Review of December 7th

December 7th (1943)
10/10
What everyone misses
8 January 2015
Here's the explanation for this film.

In President Roosevelt's judgment, the 110,000 American citizens of Japanese descent living on the West Coat were a terrible threat to national security during ww2. Accordingly, they had been interned in concentration camps, suddenly and brutally.

Obviously, the 160,000 Japanese-Americans on Hawaii posed an even greater threat, since Hawaii was the most critical American base in the Pacific. Roosevelt wanted these potential subversives locked up as well, and the task of December 7th was to argue for this necessity by indicting the loyalty of 160,000 Hawaiian citizens.

But something rare in recent American history occurred. The military governor of Hawaii, General Delos Emmons said, in so many words, "Nuts, I won't do it!" And he prevailed. The Nisei stayed free. Accordingly, December 7th's denunciation of their disloyalty was replaced with a tribute to their patriotism.

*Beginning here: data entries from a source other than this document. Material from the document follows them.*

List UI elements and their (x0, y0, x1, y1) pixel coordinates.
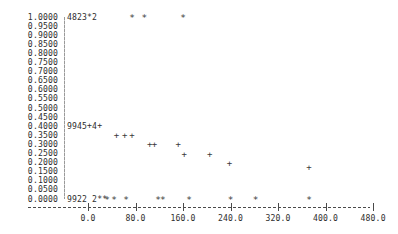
data-point-marker: * (180, 13, 187, 22)
x-axis-tick-label: 480.0 (361, 213, 386, 223)
data-point-marker: * (123, 195, 130, 204)
data-point-marker: * (252, 195, 259, 204)
x-axis-tick-label: 160.0 (170, 213, 195, 223)
x-axis-tick-mark (136, 203, 137, 211)
data-point-marker: * (128, 13, 135, 22)
data-point-marker: + (151, 140, 158, 149)
overplot-count-label: 9945+4+ (67, 122, 102, 131)
x-axis-tick-mark (326, 203, 327, 211)
x-axis-tick-mark (373, 203, 374, 211)
x-axis-tick-mark (183, 203, 184, 211)
x-axis-tick-label: 240.0 (218, 213, 243, 223)
y-axis-tick-label: 0.0000 (0, 195, 58, 204)
data-point-marker: * (104, 195, 111, 204)
data-point-marker: * (305, 195, 312, 204)
overplot-count-label: 4823*2 (67, 13, 97, 22)
data-point-marker: * (111, 195, 118, 204)
x-axis-tick-label: 400.0 (313, 213, 338, 223)
data-point-marker: + (181, 149, 188, 158)
data-point-marker: + (305, 163, 312, 172)
data-point-marker: + (206, 149, 213, 158)
x-axis-tick-mark (231, 203, 232, 211)
data-point-marker: + (121, 131, 128, 140)
y-axis-rule (64, 17, 65, 199)
x-axis-tick-label: 320.0 (266, 213, 291, 223)
data-point-marker: + (128, 131, 135, 140)
x-axis-tick-mark (88, 203, 89, 211)
scatter-plot-figure: 1.00000.95000.90000.85000.80000.75000.70… (0, 0, 398, 234)
data-point-marker: + (175, 140, 182, 149)
data-point-marker: + (226, 158, 233, 167)
data-point-marker: + (113, 131, 120, 140)
x-axis-tick-label: 80.0 (125, 213, 145, 223)
x-axis-rule (28, 207, 370, 208)
data-point-marker: * (141, 13, 148, 22)
data-point-marker: * (159, 195, 166, 204)
x-axis-tick-mark (278, 203, 279, 211)
data-point-marker: * (185, 195, 192, 204)
x-axis-tick-label: 0.0 (80, 213, 95, 223)
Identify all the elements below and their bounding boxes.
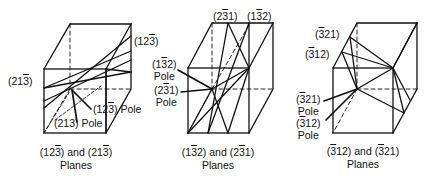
label-part: Pole: [296, 129, 321, 141]
pole-label-3bar-21: (321) Pole: [296, 93, 321, 117]
pole-label-3bar-12: (312) Pole: [296, 117, 321, 141]
label-part: ): [109, 146, 113, 158]
caption-line-1: (312) and (321): [325, 145, 401, 158]
label-part: 12) and (: [336, 145, 378, 157]
label-part: 21): [305, 93, 320, 105]
label-part: 21): [384, 145, 399, 157]
label-part: 12): [314, 48, 329, 60]
label-part: ) and (21: [61, 146, 103, 158]
label-part: (1: [152, 58, 161, 70]
label-part: (12: [134, 35, 149, 47]
caption-line-2: Planes: [325, 158, 401, 171]
label-part: (12: [40, 146, 55, 158]
plane-label-12-3bar: (123): [134, 35, 159, 47]
pole-label-12-3bar: (123) Pole: [93, 103, 141, 115]
caption-line-2: Planes: [180, 159, 256, 172]
plane-label-3bar-21: (321): [315, 28, 340, 40]
label-part: Pole: [154, 96, 179, 108]
plane-label-3bar-12: (312): [305, 48, 330, 60]
label-part: (21: [8, 75, 23, 87]
pole-label-213: (213) Pole: [54, 117, 102, 129]
plane-label-2-3bar-1: (231): [213, 10, 238, 22]
label-part: Pole: [296, 105, 321, 117]
label-part: 12): [305, 117, 320, 129]
label-part: ) Pole: [114, 103, 141, 115]
label-part: 1): [228, 10, 237, 22]
caption-cube-1: (123) and (213) Planes: [38, 146, 114, 172]
label-part: 21): [324, 28, 339, 40]
label-part: (12: [93, 103, 108, 115]
label-part: (2: [213, 10, 222, 22]
caption-cube-2: (132) and (231) Planes: [180, 146, 256, 172]
label-part: 1): [169, 84, 178, 96]
cube-2: [178, 23, 273, 133]
label-part: ): [29, 75, 33, 87]
plane-label-21-3bar: (213): [8, 75, 33, 87]
caption-line-1: (132) and (231): [180, 146, 256, 159]
label-part: ): [155, 35, 159, 47]
pole-label-1-3bar-2: (132) Pole: [152, 58, 177, 82]
label-part: (1: [182, 146, 191, 158]
label-part: 2) and (2: [197, 146, 239, 158]
label-part: (1: [247, 10, 256, 22]
label-part: (2: [154, 84, 163, 96]
label-part: 1): [245, 146, 254, 158]
plane-label-1-3bar-2: (132): [247, 10, 272, 22]
caption-cube-3: (312) and (321) Planes: [325, 145, 401, 171]
label-part: 2): [167, 58, 176, 70]
caption-line-1: (123) and (213): [38, 146, 114, 159]
caption-line-2: Planes: [38, 159, 114, 172]
label-part: 2): [262, 10, 271, 22]
label-part: Pole: [152, 70, 177, 82]
pole-label-2-3bar-1: (231) Pole: [154, 84, 179, 108]
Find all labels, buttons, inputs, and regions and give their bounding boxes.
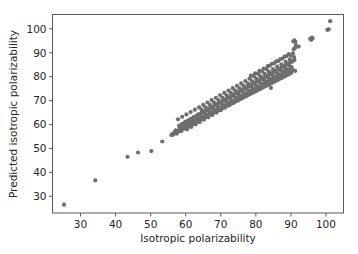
data-point xyxy=(264,79,268,83)
data-point xyxy=(256,79,260,83)
data-point xyxy=(231,86,235,90)
data-point xyxy=(210,110,214,114)
data-point xyxy=(210,98,214,102)
x-tick-label: 40 xyxy=(109,218,122,230)
y-tick-label: 80 xyxy=(33,70,46,82)
data-point xyxy=(193,108,197,112)
data-point xyxy=(285,62,289,66)
data-point xyxy=(197,105,201,109)
data-point xyxy=(256,72,260,76)
data-point xyxy=(239,88,243,92)
data-point xyxy=(226,88,230,92)
data-point xyxy=(93,178,97,182)
data-point xyxy=(222,98,226,102)
data-point xyxy=(213,103,217,107)
data-point xyxy=(189,125,193,129)
y-tick-label: 60 xyxy=(33,118,46,130)
data-point xyxy=(293,40,297,44)
data-point xyxy=(239,81,243,85)
data-point xyxy=(281,65,285,69)
data-point xyxy=(209,105,213,109)
data-point xyxy=(256,84,260,88)
data-point xyxy=(62,203,66,207)
data-point xyxy=(327,27,331,31)
data-point xyxy=(247,89,251,93)
data-point xyxy=(243,91,247,95)
scatter-plot-figure: 30405060708090100 30405060708090100 Isot… xyxy=(0,0,358,254)
y-tick-label: 40 xyxy=(33,166,46,178)
data-point xyxy=(293,69,297,73)
data-point xyxy=(268,72,272,76)
data-point xyxy=(226,96,230,100)
data-point xyxy=(188,117,192,121)
data-point xyxy=(218,93,222,97)
data-point xyxy=(222,91,226,95)
data-point xyxy=(281,70,285,74)
data-point xyxy=(290,65,294,69)
y-tick-label: 90 xyxy=(33,47,46,59)
x-tick-label: 50 xyxy=(144,218,157,230)
data-point xyxy=(180,122,184,126)
x-tick-label: 100 xyxy=(316,218,336,230)
y-tick-label: 30 xyxy=(33,190,46,202)
data-point xyxy=(184,112,188,116)
data-point xyxy=(218,106,222,110)
data-point xyxy=(136,150,140,154)
data-point xyxy=(297,44,301,48)
data-point xyxy=(175,132,179,136)
y-tick-label: 70 xyxy=(33,94,46,106)
data-point xyxy=(328,19,332,23)
data-point xyxy=(243,79,247,83)
data-point xyxy=(252,74,256,78)
data-point xyxy=(185,127,189,131)
data-point xyxy=(205,113,209,117)
y-tick-label: 100 xyxy=(26,23,46,35)
data-point xyxy=(214,108,218,112)
x-tick-label: 30 xyxy=(74,218,87,230)
x-tick-label: 60 xyxy=(179,218,192,230)
data-point xyxy=(226,101,230,105)
data-point xyxy=(231,99,235,103)
data-point xyxy=(264,67,268,71)
data-point xyxy=(264,74,268,78)
data-point xyxy=(277,72,281,76)
data-point xyxy=(234,91,238,95)
data-point xyxy=(289,53,293,57)
data-point xyxy=(179,129,183,133)
y-axis-title: Predicted isotropic polarizability xyxy=(7,30,19,198)
plot-canvas: 30405060708090100 30405060708090100 Isot… xyxy=(0,0,358,254)
data-point xyxy=(160,139,164,143)
data-point xyxy=(311,36,315,40)
data-point xyxy=(247,76,251,80)
data-point xyxy=(198,120,202,124)
data-point xyxy=(197,112,201,116)
data-point xyxy=(272,69,276,73)
data-point xyxy=(205,108,209,112)
x-tick-label: 70 xyxy=(214,218,227,230)
data-point xyxy=(201,103,205,107)
data-point xyxy=(214,96,218,100)
data-point xyxy=(285,67,289,71)
data-point xyxy=(184,120,188,124)
data-point xyxy=(202,118,206,122)
data-point xyxy=(252,87,256,91)
data-point xyxy=(260,82,264,86)
data-point xyxy=(176,117,180,121)
data-point xyxy=(269,86,273,90)
data-point xyxy=(260,76,264,80)
data-point xyxy=(268,77,272,81)
data-point xyxy=(289,60,293,64)
data-point xyxy=(276,59,280,63)
data-point xyxy=(260,69,264,73)
data-point xyxy=(192,115,196,119)
data-point xyxy=(272,61,276,65)
data-point xyxy=(180,115,184,119)
x-axis-title: Isotropic polarizability xyxy=(140,232,256,244)
data-point xyxy=(251,81,255,85)
data-point xyxy=(235,96,239,100)
y-tick-label: 50 xyxy=(33,142,46,154)
data-point xyxy=(235,84,239,88)
data-point xyxy=(268,64,272,68)
data-point xyxy=(205,100,209,104)
data-point xyxy=(230,93,234,97)
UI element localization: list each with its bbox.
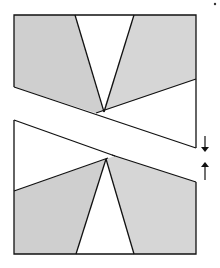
- up-arrow-icon: [201, 162, 209, 180]
- bottom-block-top-left-edge: [14, 120, 115, 156]
- speck-mark: [214, 3, 216, 5]
- top-block: [14, 15, 196, 148]
- bottom-block: [14, 120, 196, 254]
- down-arrow-icon: [201, 136, 209, 152]
- wedge-diagram: [0, 0, 220, 268]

And not a single hostile act by a Japanese- American was reported during the war.

Hawaii's successful defiance of Roosevelt is an ignored event in American history — not surprisingly, because it gives the lie to the excuse that continued internment of 110,000 people (mostly Californians) through almost four years of war (and the effective confiscation of their property to the profit of their neighbors) was an understandable precaution in the heat of the moment.

Ford and Toland, whatever their sentiments at the time, were following orders. A year after the war was over, in December 1946, Ford made a point of depositing in the National Archives an 82-minute print, unreleased (but now on DVD), containing Toland's unreleased sequences preceding the 34- minute released sequences. As a single film it makes no sense: the second part contradicts the first, blatantly. Yet it documents a government policy that we have forgotten ever even happened.